10/09/2025
Celebrating Tilly’s 25 birthday! This post is in honour of my Tilly, much loved by so many. 😊
A few years ago I remember standing on the sidelines towards the end of a long jumping lesson at my daughter’s pony club camp on a hot summers day. There was an awful lot of shouting. There were tears from some of the youngsters. And there was … “Can you get that fat lazy lump of a pony over that jump - she’s taking the mick!” directed at Tilly and daughter. I didn’t say any thing (mum it’s fine!) but that afternoon brought up a lot of questions for me as to what we are teaching our young people.
For me, describing a horse’s reaction in human terms is not helpful. Horses don’t think like we do. They don’t have the brain capacity for human-style reasoning or plotting. Their brains are smaller (especially the neocortex, which in humans is responsible for logic and rational thought), and they live almost entirely in the present.
A horse’s responses are driven by the limbic system — the part of the brain that governs survival, flight, and emotional reactions. Every spook, buck, nap, cow kick, nip, or bolt is not about defiance, it’s about self-preservation. Sometimes this is in response to a perceived threat or confusion, and at other times it can be due to pain or discomfort. Horses are prey animals, finely tuned to notice the smallest change in their environment, and their first line of defence will always be to move away from what doesn’t feel safe.
When we interpret horse behaviour in human terms, it rarely leads to resolution. But when we recognise negative behaviour as instinctive — reflecting how horses (prey/flight animals) might feel during their time with us (predators) and this might include fear, pain, worry, alert, high adrenaline — and acknowledge it for what it is, we can start to identify the real cause and find solutions.
When we understand this, we see that what looks like a “negative” response isn’t calculated at all. It’s simply a horse doing what its instincts tell it to do in that moment.
When we change how we “see” behaviour, everything about our relationship with horses can change too. 😊
Anyone else had a lightbulb moment where understanding your horse’s reaction changed how you responded?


WHAT TO PRODUCE: All lines in the material with the string "interval" should be listed.

Start of DATASET EXCERPTS

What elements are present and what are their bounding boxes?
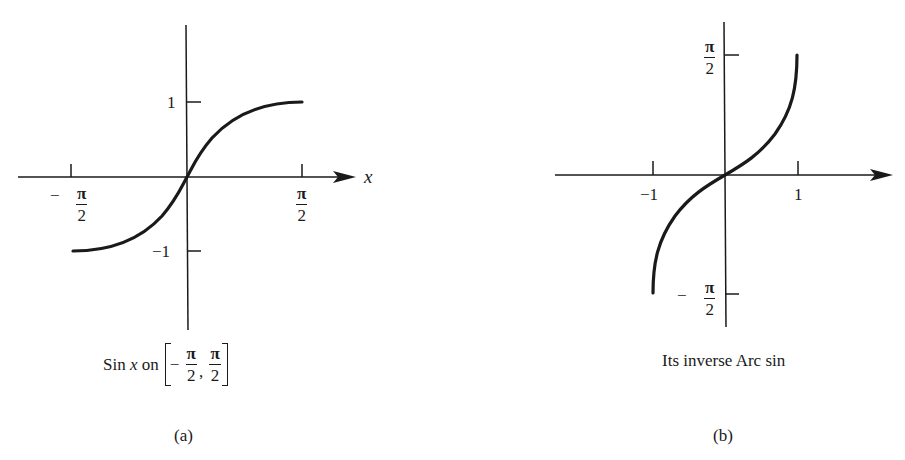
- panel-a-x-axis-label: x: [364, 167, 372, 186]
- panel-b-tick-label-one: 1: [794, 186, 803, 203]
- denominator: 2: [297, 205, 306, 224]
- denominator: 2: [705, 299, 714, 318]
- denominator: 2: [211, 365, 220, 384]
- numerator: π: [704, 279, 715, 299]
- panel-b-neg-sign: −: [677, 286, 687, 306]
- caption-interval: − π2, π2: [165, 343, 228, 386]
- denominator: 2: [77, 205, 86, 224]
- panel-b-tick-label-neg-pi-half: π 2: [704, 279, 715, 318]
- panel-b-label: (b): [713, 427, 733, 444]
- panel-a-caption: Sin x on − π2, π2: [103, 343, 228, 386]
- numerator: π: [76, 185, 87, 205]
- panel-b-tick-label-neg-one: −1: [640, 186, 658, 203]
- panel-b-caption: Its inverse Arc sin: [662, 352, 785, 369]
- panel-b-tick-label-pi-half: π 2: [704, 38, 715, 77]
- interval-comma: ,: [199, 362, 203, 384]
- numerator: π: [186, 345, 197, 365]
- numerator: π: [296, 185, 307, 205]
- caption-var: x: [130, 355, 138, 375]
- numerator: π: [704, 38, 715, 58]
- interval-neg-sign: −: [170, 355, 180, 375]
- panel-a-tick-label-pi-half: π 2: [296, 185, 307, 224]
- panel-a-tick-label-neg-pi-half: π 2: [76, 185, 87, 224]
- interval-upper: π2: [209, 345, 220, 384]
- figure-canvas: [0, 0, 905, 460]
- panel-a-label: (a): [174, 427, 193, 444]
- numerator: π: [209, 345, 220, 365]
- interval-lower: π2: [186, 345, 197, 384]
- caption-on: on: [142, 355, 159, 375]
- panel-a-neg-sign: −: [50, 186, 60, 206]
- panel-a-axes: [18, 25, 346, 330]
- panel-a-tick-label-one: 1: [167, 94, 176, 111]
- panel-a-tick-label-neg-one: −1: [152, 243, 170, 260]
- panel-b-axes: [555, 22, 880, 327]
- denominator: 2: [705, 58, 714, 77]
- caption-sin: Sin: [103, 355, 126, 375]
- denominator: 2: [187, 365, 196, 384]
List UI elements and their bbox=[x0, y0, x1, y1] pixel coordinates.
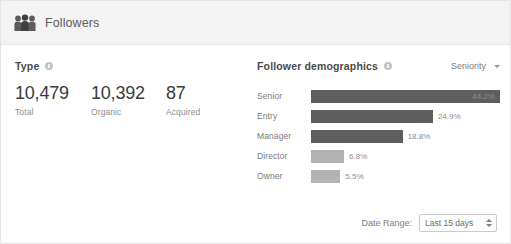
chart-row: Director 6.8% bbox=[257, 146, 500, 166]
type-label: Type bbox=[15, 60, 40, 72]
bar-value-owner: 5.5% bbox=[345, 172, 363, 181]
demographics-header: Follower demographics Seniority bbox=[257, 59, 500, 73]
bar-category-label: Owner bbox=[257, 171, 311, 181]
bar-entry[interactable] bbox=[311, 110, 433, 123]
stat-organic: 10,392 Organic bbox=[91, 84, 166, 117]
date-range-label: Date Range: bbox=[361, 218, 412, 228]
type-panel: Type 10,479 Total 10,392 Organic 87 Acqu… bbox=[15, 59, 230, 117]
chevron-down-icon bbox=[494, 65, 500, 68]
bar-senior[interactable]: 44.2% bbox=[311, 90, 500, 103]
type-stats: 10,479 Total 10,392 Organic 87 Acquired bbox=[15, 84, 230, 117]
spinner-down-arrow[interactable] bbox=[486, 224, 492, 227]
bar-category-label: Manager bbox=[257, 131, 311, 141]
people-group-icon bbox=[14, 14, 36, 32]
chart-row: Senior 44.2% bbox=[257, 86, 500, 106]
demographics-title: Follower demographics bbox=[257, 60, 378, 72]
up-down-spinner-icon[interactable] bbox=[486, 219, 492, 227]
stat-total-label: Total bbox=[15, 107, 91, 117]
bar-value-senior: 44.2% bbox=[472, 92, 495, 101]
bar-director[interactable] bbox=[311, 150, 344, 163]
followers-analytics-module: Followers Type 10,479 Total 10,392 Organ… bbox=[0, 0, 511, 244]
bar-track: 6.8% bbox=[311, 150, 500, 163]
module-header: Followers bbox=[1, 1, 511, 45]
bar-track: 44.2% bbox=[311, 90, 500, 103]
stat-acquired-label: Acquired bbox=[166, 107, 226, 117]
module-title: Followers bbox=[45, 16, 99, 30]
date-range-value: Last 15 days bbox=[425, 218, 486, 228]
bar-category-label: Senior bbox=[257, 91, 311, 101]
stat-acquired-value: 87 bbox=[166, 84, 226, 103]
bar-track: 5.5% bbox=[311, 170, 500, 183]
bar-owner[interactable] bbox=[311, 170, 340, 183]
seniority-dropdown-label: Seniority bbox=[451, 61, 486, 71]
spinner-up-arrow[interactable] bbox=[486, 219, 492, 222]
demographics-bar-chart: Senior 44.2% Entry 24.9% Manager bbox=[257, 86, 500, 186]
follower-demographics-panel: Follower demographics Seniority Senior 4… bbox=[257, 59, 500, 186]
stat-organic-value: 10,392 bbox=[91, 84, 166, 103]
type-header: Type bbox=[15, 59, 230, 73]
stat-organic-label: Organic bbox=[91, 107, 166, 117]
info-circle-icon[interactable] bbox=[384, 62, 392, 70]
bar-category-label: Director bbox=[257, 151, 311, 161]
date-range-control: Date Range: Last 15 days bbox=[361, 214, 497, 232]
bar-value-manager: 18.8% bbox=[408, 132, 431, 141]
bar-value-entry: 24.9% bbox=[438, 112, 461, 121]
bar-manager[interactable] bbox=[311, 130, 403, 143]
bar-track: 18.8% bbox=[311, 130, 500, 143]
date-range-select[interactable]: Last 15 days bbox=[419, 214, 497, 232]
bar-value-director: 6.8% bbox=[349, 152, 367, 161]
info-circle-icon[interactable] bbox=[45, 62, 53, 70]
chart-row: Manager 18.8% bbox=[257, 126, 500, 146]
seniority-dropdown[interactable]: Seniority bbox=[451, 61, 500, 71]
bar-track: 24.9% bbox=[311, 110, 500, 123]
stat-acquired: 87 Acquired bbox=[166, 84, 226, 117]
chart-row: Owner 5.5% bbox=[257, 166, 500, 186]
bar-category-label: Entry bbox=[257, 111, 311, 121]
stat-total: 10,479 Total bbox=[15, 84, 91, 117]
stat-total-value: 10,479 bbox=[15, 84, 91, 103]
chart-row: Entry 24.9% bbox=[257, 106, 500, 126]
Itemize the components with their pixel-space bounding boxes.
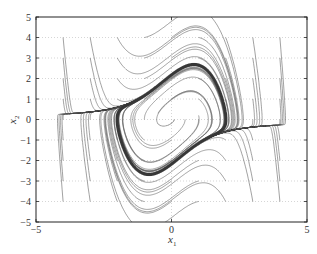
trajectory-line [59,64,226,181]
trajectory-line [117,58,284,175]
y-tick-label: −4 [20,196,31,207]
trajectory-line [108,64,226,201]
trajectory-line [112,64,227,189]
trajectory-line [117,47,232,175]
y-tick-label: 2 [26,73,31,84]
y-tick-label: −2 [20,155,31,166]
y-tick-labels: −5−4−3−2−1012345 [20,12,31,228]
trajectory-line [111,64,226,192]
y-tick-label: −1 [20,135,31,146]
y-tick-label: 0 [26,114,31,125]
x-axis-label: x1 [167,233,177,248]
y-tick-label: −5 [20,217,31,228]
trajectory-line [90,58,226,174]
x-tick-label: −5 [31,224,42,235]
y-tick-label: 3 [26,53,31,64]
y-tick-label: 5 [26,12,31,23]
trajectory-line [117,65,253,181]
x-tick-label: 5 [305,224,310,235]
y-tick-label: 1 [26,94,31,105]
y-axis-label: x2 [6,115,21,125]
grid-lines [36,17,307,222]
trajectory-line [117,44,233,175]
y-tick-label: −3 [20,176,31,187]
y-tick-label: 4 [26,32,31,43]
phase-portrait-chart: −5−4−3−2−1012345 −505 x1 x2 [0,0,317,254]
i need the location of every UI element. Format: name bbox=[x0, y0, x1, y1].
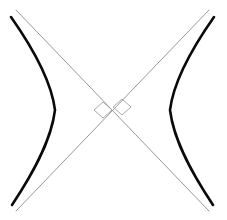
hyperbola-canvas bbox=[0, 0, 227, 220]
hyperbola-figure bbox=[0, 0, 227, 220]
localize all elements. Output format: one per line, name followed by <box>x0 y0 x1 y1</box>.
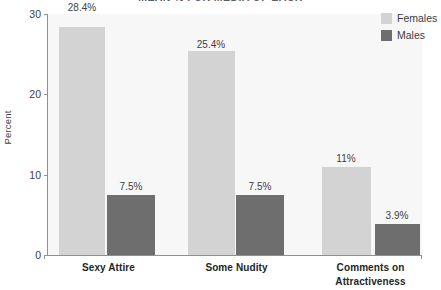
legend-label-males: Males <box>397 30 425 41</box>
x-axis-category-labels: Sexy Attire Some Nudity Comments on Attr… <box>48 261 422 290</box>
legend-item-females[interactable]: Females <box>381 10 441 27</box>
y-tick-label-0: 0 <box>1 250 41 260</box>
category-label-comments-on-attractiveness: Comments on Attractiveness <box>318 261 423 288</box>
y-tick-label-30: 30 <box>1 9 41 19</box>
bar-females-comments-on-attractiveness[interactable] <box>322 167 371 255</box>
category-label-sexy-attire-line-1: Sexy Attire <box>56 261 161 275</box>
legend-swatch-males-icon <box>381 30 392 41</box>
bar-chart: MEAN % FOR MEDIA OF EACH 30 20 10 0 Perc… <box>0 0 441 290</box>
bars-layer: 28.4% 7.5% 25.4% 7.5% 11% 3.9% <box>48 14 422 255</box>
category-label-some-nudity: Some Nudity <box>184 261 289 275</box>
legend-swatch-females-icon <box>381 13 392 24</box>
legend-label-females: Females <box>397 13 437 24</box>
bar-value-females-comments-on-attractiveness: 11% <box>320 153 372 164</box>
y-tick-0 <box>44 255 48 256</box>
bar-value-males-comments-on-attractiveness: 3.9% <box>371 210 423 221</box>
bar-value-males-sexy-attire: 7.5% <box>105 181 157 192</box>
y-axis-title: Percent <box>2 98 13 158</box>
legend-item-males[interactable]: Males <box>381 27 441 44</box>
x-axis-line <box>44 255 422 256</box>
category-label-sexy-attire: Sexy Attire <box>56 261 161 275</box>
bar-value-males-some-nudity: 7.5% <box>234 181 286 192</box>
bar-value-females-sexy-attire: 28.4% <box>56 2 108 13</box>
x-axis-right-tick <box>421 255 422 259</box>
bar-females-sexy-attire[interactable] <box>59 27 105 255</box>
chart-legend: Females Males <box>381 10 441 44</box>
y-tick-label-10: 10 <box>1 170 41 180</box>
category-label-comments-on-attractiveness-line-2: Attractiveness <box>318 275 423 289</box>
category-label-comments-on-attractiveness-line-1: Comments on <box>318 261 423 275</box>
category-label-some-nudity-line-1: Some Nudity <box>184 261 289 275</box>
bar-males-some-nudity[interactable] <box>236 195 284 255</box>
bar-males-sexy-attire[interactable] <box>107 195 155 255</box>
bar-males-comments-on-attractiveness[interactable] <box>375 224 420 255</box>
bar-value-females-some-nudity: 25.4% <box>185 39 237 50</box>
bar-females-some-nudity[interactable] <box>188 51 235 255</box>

End of DATASET EXCERPTS

WRITTEN ANSWER:
- caption-interval: − π2, π2: [165, 343, 228, 386]
- interval-comma: ,: [199, 362, 203, 384]
- interval-neg-sign: −: [170, 355, 180, 375]
- interval-upper: π2: [209, 345, 220, 384]
- interval-lower: π2: [186, 345, 197, 384]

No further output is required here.